With the supplied ym utility you can generate different YM data files (and players). Following is a list of these formats.
The data is written in without any compressing to data statements - this is very easy understandable. (for comparisson, playing speed ~ 1700 cycles)
This output is 100% compatible to the tool I released about 15 years ago. The structure of the generated ym file is explained in YM-Conversion I.
This is still in basic the same as YMSound, but with a few ehancements. The data between these two are NOT compatible.
The generated data uses a little bit more space (10% more ~ about). The average unpacking speed is about the same amount faster (a little bit more than 10%), but the main aspect is, that the "peaks" are reduced.
With my given example file, peaks by playing using the old routines were up to nearly 20000 cycles (average 3200 cycles). The new routines have a maximum peak of less thean 7500 cycles (in the whole song only 3 times) - and an average of about 2400 cycles.
Changes to YMSound historic:
single bytes are not shannon encoded (since searching for the shannon code takes longer the more codes are generated, and the savings for single bytes using shannon was only a small benefit)
RLE encoding changed from LSB first to MSB first, this made decoding the RLE length more performat
the phrase length is not held befor the phrase structure but directly in the phrase mapping, I can calculate the phrase offset now while searching the phrase
the RAM structure is 1 byte longer per register, the current phrase length is also kept in the data structure now
only the used bits per register are encoded (e.g. amplitude registers only 4 bits...) this made up quite some of the lost space due to the shannon/byte changes
some internal changes to optimzed "little" stuff
all "subroutines" were macro'ed
I advise to change the subroutine, to output to shadow registers, rather than to PSG registeres directly, that way you can "overwrite" values with sound effects!
This is another way, that Vide can encode YM-data. It uses more (quite a bit more) memory than the old YM-Sound data, but unpacking is faster and nearly without peaks. If you have enough memory, have quite short ym-files and do not have many cycles to spare â this might just be the right format.
Playing my example averages at about 1300 cycles with peaks up to 2400 cycles.
Here a short explanation:
The ym data is bit encodeded in a stream of "bits". At first the ym-data is analyzed, the analysis results in following "knowledge":
is channel X used at all or not
does channel X use tone or not
does channel X use noise or not
is noise used at all in the ym-data
does register 7 change at all in the data
is the envelope used
According to the above knowlegde only used registers are encoded.
The idea behind streamed encoding is to only supply information for changes and leave out all data that is unchanged.
There are two good reasons for that:
leaving out data is "packing" of some sort, the resulting data is shorter than the original
we know while processing inherently what data has changed and what not, so while unpacking on the vectrex we also know what registers changed and we do not have to poke to the psg registers that did not change. Poking to psg takes quite a few cycles.
Following decoding is used (for each ym-line, a complete set of data for one refresh cycle â encoding is the opposite way):
read bit, if bit is 0 than nothing at all changed → goto done
for channel 0 to 2 do
read bit, if bit is 0
than channel did not change at all → do next channel
read bit, if bit is not 0
read 4(5) bits of amplitude
read bit, if bit is 1
than set noise,
otherwise clear noise
read bit, if bit is 1
than set tone,
otherwise clear tone
read bit, if bit is not 0
read 8 bits of frequency low
read bit, if bit is not 0
read 4 bits of frequency high
end for
read bit, if bit is not 0
read 5 bits of noise frequency
if envelope is used
read bit, if bit is not 0
read 16 bits of envelope frequency
done:
Note:
5 amplitude bits are used, when envelope data is used by the YM file.
Vectrex unpacking is done like described above. The unpacker is a bit "longish" since read bit is realized as a macro and often used :-).
The mentioned analysis is also respected by the vectrex sources. Code parts that are not needed are omitted (using "if then else").
The resulting player is usually quite a lot faster than the other packing â but the data used is by far not reduced as much. It depends on how "tight" (cycles) the circumstances are, what strategy of packing is more useful to you.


◆ Task goal: Which lines of the records below contain the string "green"? Report each of them.

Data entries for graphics
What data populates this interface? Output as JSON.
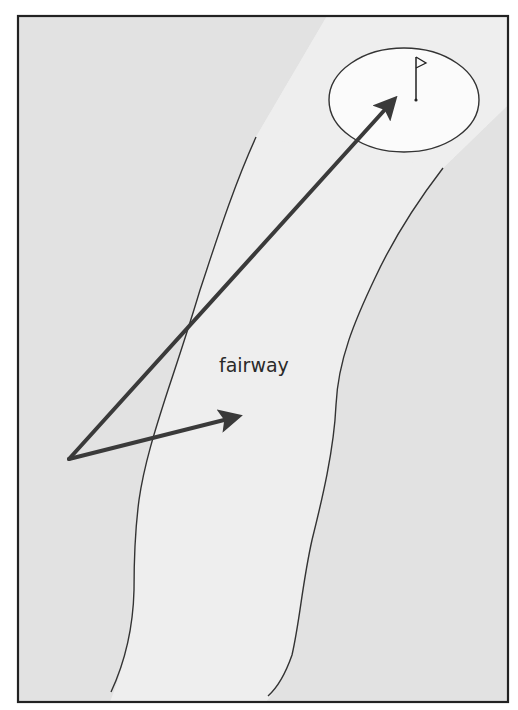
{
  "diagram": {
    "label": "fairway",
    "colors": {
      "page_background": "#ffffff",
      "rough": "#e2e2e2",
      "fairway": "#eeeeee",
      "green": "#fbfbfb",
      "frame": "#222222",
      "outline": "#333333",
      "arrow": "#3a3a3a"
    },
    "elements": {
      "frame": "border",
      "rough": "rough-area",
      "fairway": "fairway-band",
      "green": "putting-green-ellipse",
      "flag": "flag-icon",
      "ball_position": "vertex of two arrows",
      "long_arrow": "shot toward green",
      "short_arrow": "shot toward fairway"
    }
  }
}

---

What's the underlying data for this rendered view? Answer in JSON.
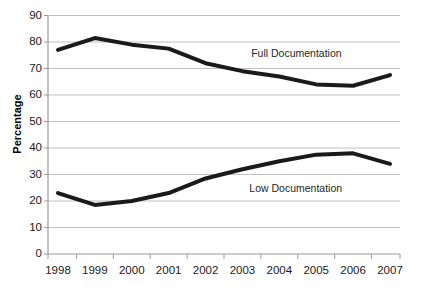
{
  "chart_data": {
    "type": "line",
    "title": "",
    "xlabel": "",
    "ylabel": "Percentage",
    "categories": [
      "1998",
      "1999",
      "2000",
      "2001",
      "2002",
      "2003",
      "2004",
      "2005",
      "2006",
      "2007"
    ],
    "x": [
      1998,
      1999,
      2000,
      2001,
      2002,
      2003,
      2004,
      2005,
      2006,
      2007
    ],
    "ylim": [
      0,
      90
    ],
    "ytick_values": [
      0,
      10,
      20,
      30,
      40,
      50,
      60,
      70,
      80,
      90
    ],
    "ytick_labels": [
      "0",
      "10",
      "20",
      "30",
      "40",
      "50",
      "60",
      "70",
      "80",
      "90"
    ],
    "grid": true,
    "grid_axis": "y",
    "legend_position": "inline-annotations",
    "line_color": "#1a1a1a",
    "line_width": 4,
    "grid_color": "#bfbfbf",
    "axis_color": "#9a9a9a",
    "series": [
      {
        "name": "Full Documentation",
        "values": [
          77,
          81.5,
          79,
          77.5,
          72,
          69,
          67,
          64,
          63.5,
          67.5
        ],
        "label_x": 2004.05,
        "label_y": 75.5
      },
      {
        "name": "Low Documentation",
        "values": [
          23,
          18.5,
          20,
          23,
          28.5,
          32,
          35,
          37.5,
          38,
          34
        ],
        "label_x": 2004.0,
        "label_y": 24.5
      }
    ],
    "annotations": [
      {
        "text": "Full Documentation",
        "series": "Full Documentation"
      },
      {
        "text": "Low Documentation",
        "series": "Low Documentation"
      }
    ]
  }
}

◆ Result for this exercise:
      "green": "#fbfbfb",
      "green": "putting-green-ellipse",
      "long_arrow": "shot toward green",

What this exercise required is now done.